Also see the Berkeley library's web site with background information on the problem and more detail on the Berkeley response.
http://www.lib.berkeley.edu/Collections/
* Harvard University: Letter to the Harvard faculty from Sidney Verba, Director of the University Library, December 9, 2003.
http://hul.harvard.edu/letter040101.html
Summary: The letter announces Elsevier cancellations, which took effect January 1, 2004. The cancellations were "driven not only by current financial realities, but also —and perhaps more importantly— by the need to reassert control over our collections and to encourage new models for research publication at Harvard....Elsevier journals are by far the most expensive....Elsevier's 2004 contract proposal to NERL was not responsive to Harvard's objectives....Of greatest concern to the Digital Acquisitions Committee and to the University Library Council was the lack of any option by which Harvard could prune its holdings and reduce its level of spending. Libraries wishing to cancel subscriptions could do so, but only by incurring steeply increased fees that obliterate any potential savings —while Elsevier's revenues continued to rise....Toward this end, we have foregone the NERL Elsevier license in 2004 in order to regain control over Harvard library collections in a manner that responds to the University's academic programs. Instead, the libraries will purchase online access to Elsevier journals individually and selectively....Declining the bundled agreement and intentionally reducing our outlay for Elsevier titles will ultimately give us the ability to respond to the marketplace unfettered by such artificial constraints....We believe this action can be a springboard for a vigorous and sustained effort to foster new models of research publication at Harvard. This effort could take many forms, all of which will require the active involvement of Harvard's research community. On many levels, Harvard is changing the ways in which it does business."

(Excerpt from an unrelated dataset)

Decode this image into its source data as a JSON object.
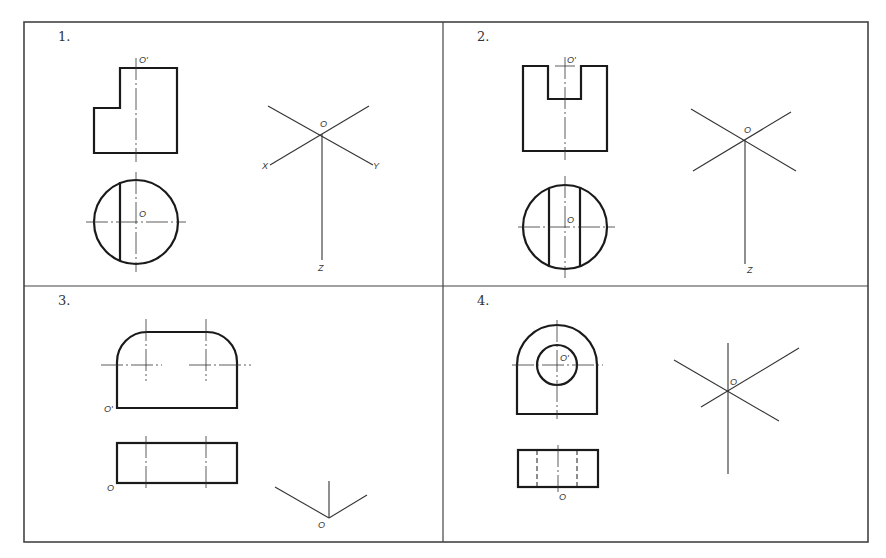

Jeffrey Aguero, Libraries to Cut Academic Journals, Harvard Crimson, November 24, 2003.
http://www.thecrimson.com/article.aspx?ref=353513
http://www.earlham.edu/~peters/fos/2003_11_23_fosblogarchive.html#a106969888040472915
Anon., Libraries take a stand, Harvard University Gazette, Feburary 5, 2004, p.10-11.
http://www.news.harvard.edu/gazette/2004/02.05/10-libraries.html
http://www.earlham.edu/~peters/fos/2004_02_01_fosblogarchive.html#a107600502234106290
* Cornell University: Resolution regarding the University Library's Policies on Serials Acquisitions, with Special Reference to Negotiations with Elsevier, adopted by the Faculty Senate, December 17, 2003.
http://www.library.cornell.edu/scholarlycomm/resolution.html
http://www.earlham.edu/~peters/fos/2003_12_21_fosblogarchive.html#a107230018158182985
Summary: "At Cornell, Ithaca campus library budgets for materials increased by 149% during [the period 1986-2001], but the number of serials titles purchased increased by only 5% —at a time when the number of serials published increased by approximately 138%....Over the last decade Elsevier's price increases have often been over 10% and occasionally over 20% on a year to year basis....The [Elsevier] contract has been priced as a 'bundle,' that is, in such a way that, if the library cancels any of the Elsevier journals it currently subscribes to, the pricing of the other individual journals the library chooses to keep increases substantially. (The actual process is somewhat more complicated than this, but this is the end result.) Because the prices of the journals that are retained greatly increase when others are cancelled, the only way to achieve any real savings is to cancel a great many journals....The library, in consultation with affected faculty, has identified several hundred Elsevier journals for cancellation at the end of 2003....[T]he University Faculty Senate endorses the library's decision to withdraw from Elsevier's bundled pricing plan and undertake selective cancellation of Elsevier journals....Recognizing that the cost of Elsevier journals in particular is radically out of proportion with the importance of those journals to the library's serials collection (measured both in terms of the proportion of the total collection they represent and in terms of their use by and value to faculty and students), the University Faculty Senate encourages the library to seek in the near term, in consultation with the faculty, to reduce its expenditures on Elsevier journals to no more than 15% of its total annual serials acquisitions expenditures (from in excess of 20% in 2003)....Recognizing that the increasing control by large commercial publishers over the publication and distribution of the faculty's scholarship and research threatens to undermine core academic values promoting broad and rapid dissemination of new knowledge and unrestricted access to the results of scholarship and research, the University Faculty Senate encourages the library and the faculty vigorously to explore and support alternatives to commercial venues for scholarly communication."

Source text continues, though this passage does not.